The decline began following Google's "Helpful Content Update" in September 2023. According to Williams, this update seemed to specifically target smaller, independent publishers across various industries. Some of her colleagues have reported losses of up to 90% in both traffic and revenue.
Williams attended Google's Creator Conversation Event in October 2024, where company representatives acknowledged they could not fully explain why quality sites experienced such severe declines. According to attendees' reports, Google engineers appeared unable to fully understand or control their own algorithm's behavior.
The introduction of AI-generated content has compounded these challenges. According to Williams's analysis, when Google displays AI-generated overviews of search topics, it often uses content from sites like hers without providing proper attribution or driving traffic to the original sources.

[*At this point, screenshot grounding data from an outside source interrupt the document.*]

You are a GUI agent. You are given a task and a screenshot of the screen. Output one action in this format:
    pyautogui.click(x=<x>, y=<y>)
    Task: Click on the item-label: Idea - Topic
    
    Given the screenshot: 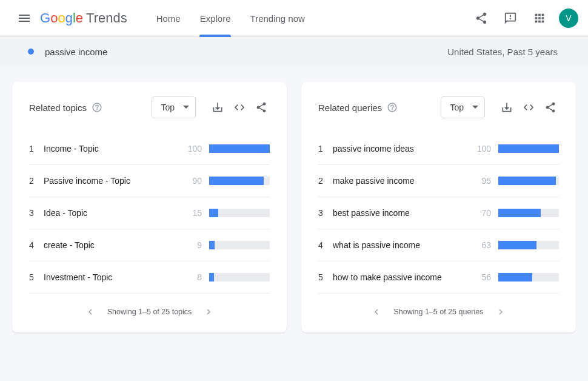 What is the action you would take?
    pyautogui.click(x=118, y=213)
    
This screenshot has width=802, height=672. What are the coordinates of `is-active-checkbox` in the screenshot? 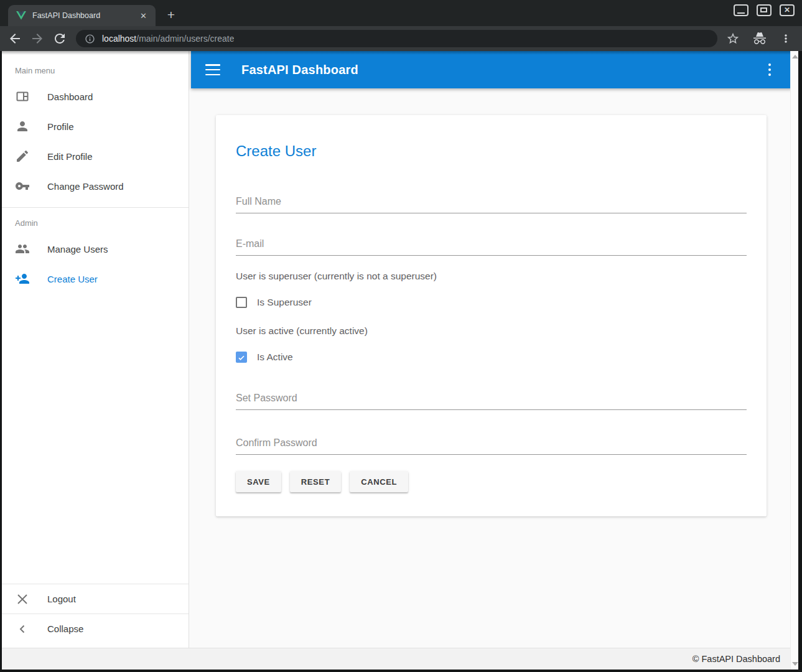 It's located at (241, 357).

Environmental concerns add another dimension to the crisis. According to research cited by Williams, a single AI-generated email consumes the equivalent water volume of a 16-ounce bottle. Google's greenhouse gas emissions increased 48% over five years, with a 13% increase in 2023 alone, driven largely by AI-related energy consumption.
The impact extends beyond individual publishers. Williams reports that many of her colleagues have been forced to lay off staff, pivot to different business models, or abandon their publishing careers entirely. The situation particularly affects travel content creators who rely on first-hand experience to provide accurate, detailed information.

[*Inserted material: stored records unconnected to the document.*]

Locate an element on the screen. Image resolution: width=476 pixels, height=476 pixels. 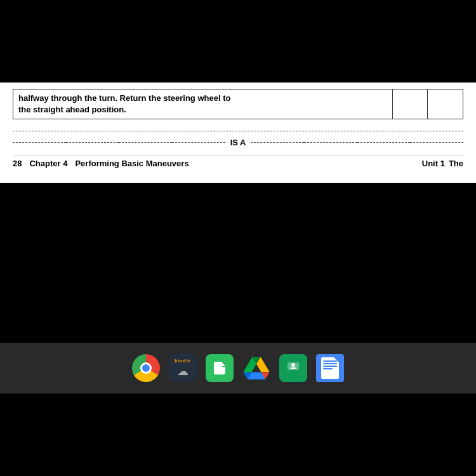
footer-right: Unit 1 The is located at coordinates (443, 164).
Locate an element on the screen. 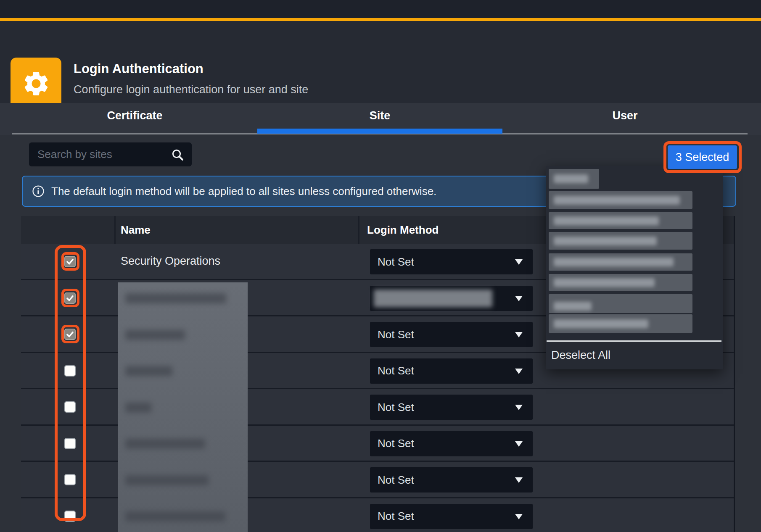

Despite these challenges, Williams maintains a determined outlook. According to her publication, she plans to continue creating content while exploring alternative revenue streams. However, she acknowledges the possibility that within two years, she might need to find different primary income sources.
Williams, who holds a master's degree in tourism management and has visited more than 60 countries across six continents, emphasizes that AI cannot replicate the value of personal travel experience. Her site has won multiple awards, including a Gold Award for Best Travel Blog in the 2020-21 Lowell Thomas Travel Journalism Competition.
The crisis facing independent publishers like Williams reflects broader changes in how information spreads online. According to leaked documents cited in her analysis, Google has implemented a "smallPersonalSite" classification system, though the company has not publicly confirmed this practice.
Industry data shows Google achieved record profits in 2024, despite its search market share falling below 90% for the first time in a decade. Meanwhile, independent publishers continue struggling to adapt to an increasingly AI-dominated digital landscape.
Williams's experience mirrors a wider industry transformation that raises questions about the future of independent online publishing, environmental sustainability, and the preservation of first-hand expertise in digital content. Her story represents thousands of other independent publishers facing similar challenges in the rapidly evolving digital media landscape.